Orbs of Blood in 14th-Century Persia. The «Tānksūqnāmah» and Its Theory of the Rotational Motion of Blood
CSMBR Upcoming Lecture
Ben Kavoussi
28 May 2026 – 5 PM (CET)
A 14th-century Persian medical manual on the Medicine of Cathay (Northern China) known as the Tānksūqnāmah-yi Īlkhān dar funūn-i ʿulūm-i Khaṭāʾī (Tānksūqnāmah) explicitly states that blood “makes rounds” within the body, flowing from the liver to the heart, then to the lungs, and returning again to the liver.
Commissioned by the vizier and physician Rashīd al-Dīn Hamadānī (1247–1318) during Mongol rule in Iran, the manual is an attempt to explain Chinese medicine to a Persian readership, translating a book that summarised Chinese medical knowledge at the time.
Drawing on Chinese cosmology and medicine, as well as the Graeco-Arabic medical tradition, the book ultimately advances its own conception of blood movement, moving beyond simple continuity. This model, which links bodily processes to celestial movements, differs from the philosophical description of pulmonary transit by Ibn al-Nafīs (1213–1288) and the quantitative theory of systemic circulation by William Harvey (1578–1657).
The Tānksūqnāmah is therefore best understood as a product of the distinctive cross-cultural milieu of Mongol-era Iran, exemplifying how scientific ideas can emerge through reinterpretation within zones of cultural and scientific contact rather than through linear transmission within a single lineage.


TO DO: Look over the material for the string "screenshot". Copy every line where it turns up.

━━━ INFORMATION SUPPLIED ━━━

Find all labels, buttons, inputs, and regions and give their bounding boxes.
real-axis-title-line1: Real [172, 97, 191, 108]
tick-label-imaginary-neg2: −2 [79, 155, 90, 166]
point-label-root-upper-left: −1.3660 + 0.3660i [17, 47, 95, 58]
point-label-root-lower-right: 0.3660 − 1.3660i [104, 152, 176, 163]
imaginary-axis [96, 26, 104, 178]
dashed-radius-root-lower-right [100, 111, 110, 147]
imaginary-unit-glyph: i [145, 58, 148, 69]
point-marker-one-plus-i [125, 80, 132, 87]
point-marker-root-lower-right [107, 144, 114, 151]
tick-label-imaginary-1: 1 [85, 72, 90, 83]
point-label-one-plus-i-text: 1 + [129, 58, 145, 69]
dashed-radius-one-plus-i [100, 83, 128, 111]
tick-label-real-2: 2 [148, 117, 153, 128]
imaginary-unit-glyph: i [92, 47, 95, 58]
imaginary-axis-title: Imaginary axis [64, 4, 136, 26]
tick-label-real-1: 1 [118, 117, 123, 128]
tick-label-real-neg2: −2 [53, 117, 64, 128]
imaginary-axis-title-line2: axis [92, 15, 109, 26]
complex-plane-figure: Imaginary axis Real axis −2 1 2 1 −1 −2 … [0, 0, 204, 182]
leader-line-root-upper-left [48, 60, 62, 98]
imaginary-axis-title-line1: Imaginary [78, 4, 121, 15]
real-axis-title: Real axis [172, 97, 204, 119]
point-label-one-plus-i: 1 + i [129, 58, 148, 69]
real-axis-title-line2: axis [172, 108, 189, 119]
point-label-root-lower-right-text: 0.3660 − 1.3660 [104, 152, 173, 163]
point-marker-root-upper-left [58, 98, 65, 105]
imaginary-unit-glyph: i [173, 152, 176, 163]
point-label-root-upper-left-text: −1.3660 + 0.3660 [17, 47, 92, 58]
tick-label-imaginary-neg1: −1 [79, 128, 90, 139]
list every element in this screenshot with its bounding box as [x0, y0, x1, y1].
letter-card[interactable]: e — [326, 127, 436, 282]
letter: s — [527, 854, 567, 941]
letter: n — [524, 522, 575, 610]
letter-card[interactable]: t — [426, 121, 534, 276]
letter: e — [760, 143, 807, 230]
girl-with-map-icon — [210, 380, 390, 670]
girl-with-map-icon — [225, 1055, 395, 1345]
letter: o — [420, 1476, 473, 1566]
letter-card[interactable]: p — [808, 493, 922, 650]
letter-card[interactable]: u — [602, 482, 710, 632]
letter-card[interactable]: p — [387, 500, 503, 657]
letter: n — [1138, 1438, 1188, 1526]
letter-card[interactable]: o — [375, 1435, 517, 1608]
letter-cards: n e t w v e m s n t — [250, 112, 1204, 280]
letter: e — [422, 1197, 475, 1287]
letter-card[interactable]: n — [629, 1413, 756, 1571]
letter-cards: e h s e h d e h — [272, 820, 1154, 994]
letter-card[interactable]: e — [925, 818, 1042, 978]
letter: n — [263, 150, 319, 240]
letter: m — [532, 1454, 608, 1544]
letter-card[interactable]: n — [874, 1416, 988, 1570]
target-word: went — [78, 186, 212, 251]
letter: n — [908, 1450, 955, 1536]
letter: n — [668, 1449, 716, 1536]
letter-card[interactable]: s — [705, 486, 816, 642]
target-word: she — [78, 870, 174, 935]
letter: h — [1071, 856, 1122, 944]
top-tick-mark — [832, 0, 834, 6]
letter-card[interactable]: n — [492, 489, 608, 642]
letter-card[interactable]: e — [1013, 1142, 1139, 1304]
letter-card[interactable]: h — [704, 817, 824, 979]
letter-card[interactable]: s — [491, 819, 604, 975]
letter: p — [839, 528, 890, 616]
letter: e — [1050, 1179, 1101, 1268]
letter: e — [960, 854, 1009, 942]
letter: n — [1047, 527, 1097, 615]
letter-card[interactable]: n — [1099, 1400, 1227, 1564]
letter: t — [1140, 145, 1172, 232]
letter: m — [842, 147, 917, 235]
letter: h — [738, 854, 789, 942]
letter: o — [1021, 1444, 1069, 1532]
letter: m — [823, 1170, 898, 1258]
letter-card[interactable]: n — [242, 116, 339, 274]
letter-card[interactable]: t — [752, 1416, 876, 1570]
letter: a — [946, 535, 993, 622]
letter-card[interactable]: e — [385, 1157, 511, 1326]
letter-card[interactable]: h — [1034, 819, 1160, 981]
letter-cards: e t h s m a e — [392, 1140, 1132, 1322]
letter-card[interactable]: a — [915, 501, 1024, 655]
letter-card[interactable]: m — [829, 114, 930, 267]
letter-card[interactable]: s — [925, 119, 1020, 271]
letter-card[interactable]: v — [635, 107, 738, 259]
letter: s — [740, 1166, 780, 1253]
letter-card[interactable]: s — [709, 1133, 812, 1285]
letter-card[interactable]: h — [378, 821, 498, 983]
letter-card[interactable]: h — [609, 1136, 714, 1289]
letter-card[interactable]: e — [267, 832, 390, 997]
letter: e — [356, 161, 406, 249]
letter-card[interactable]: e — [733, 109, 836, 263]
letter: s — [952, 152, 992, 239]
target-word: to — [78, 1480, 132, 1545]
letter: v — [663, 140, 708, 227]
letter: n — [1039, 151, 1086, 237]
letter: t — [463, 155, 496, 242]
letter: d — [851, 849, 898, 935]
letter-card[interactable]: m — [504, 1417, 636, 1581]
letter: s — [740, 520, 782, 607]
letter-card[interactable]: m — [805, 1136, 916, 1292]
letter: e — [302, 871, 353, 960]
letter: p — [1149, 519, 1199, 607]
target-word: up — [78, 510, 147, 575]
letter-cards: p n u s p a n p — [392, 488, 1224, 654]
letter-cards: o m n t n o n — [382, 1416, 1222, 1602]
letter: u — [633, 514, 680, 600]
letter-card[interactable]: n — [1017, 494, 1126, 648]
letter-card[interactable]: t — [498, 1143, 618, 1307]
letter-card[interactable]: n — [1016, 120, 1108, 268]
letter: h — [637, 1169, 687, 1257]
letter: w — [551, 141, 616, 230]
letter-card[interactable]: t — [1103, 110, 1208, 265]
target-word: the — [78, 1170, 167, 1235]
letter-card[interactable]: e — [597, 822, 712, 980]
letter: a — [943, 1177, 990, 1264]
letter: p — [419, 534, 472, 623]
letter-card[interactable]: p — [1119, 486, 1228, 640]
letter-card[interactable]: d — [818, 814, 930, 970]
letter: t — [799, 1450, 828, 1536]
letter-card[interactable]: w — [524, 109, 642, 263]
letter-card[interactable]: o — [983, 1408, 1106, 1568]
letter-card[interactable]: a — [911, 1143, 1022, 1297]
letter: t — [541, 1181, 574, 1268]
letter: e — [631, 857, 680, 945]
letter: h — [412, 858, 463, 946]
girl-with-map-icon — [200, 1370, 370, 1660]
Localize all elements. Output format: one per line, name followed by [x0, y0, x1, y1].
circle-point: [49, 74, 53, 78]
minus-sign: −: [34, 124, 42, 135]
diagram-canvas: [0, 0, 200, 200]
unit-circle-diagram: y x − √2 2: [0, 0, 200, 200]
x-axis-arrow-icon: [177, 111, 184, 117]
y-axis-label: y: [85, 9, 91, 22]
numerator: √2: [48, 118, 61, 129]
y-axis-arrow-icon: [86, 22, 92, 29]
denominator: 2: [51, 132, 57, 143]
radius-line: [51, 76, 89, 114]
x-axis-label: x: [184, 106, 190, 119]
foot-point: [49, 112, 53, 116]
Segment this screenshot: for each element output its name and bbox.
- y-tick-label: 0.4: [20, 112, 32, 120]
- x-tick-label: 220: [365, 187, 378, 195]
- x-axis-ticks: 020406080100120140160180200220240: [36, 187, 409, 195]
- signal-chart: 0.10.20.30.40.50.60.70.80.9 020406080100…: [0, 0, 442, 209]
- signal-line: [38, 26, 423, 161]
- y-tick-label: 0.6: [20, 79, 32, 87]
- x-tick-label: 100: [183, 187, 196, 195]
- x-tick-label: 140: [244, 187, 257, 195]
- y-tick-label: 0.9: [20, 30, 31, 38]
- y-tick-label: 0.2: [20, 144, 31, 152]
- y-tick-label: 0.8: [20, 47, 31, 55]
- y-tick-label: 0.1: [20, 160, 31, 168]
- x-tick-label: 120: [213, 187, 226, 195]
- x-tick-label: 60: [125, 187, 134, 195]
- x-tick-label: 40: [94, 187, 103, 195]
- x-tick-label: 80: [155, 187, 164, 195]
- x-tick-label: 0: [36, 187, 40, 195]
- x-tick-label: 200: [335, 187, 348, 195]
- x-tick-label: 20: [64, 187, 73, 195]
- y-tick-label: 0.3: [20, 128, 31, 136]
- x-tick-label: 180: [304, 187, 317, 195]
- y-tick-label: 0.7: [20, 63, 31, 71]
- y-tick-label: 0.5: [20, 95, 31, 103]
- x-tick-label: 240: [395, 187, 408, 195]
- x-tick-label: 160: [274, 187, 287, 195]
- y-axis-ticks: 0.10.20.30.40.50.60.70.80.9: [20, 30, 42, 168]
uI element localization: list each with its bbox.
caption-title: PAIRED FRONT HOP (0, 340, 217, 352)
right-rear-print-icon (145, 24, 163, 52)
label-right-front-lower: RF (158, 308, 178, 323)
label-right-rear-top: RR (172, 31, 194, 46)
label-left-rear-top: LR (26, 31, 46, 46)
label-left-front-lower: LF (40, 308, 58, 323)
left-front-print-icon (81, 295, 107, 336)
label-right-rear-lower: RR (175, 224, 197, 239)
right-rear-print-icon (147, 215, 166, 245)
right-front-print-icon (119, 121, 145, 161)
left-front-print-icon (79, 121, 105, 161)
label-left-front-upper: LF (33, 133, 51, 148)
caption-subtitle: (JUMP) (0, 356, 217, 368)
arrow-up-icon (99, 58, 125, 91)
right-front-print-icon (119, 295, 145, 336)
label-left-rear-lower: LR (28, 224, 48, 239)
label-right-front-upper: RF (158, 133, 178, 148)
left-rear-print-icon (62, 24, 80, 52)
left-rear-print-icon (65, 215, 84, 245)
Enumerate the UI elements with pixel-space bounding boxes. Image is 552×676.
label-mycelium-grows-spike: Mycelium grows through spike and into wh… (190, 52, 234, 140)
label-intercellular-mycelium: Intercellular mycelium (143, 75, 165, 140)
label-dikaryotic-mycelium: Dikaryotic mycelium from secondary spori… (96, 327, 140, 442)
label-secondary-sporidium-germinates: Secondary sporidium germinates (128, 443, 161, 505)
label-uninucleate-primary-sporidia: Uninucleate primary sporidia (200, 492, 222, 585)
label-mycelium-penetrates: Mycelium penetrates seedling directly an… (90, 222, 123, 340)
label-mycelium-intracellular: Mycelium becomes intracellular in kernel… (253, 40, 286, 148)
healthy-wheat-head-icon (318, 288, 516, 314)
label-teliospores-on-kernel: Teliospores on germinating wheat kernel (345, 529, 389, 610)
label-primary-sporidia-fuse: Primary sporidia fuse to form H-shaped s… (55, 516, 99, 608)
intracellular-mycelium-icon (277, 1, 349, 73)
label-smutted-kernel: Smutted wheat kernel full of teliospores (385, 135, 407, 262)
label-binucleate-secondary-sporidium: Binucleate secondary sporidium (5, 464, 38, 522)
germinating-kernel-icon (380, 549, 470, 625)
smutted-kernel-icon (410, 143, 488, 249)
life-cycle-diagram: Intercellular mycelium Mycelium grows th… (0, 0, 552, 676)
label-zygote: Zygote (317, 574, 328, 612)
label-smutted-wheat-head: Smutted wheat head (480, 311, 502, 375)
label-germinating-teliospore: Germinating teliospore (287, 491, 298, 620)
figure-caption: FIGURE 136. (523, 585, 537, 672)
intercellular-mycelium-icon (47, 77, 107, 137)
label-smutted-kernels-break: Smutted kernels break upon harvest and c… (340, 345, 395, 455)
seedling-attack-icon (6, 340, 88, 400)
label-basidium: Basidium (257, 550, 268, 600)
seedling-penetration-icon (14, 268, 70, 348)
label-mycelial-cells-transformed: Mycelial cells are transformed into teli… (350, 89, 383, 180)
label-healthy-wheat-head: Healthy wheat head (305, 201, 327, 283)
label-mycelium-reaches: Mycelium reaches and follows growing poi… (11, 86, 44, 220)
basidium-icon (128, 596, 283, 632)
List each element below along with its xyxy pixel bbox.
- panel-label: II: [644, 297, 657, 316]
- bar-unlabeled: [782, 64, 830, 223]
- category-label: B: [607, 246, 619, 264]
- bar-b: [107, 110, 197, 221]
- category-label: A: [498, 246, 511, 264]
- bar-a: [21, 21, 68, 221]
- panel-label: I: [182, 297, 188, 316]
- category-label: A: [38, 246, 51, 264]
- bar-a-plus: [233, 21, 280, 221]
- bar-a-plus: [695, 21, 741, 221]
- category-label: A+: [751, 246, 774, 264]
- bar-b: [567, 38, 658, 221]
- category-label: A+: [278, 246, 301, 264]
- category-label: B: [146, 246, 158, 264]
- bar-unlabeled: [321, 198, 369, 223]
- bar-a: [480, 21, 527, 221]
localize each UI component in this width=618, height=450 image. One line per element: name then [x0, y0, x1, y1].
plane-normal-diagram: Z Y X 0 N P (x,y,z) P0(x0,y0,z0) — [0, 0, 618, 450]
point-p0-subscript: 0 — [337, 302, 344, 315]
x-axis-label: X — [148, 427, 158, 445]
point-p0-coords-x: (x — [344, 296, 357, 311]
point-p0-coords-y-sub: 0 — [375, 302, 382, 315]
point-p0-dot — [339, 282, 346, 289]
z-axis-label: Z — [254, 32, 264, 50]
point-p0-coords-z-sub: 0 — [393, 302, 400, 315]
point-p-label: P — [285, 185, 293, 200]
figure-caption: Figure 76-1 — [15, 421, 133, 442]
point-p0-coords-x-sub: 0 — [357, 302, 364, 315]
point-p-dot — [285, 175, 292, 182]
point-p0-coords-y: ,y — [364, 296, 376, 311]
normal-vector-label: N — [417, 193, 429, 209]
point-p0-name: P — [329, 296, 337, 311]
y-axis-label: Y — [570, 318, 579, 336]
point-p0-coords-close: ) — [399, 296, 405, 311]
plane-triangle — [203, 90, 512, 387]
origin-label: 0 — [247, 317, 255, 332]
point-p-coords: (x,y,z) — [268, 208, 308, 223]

━━━

OUTPUT FOR THIS TASK:
list every element in this screenshot with its bounding box as [x0, y0, x1, y1].
Segment this screenshot: for each element output its name and bbox.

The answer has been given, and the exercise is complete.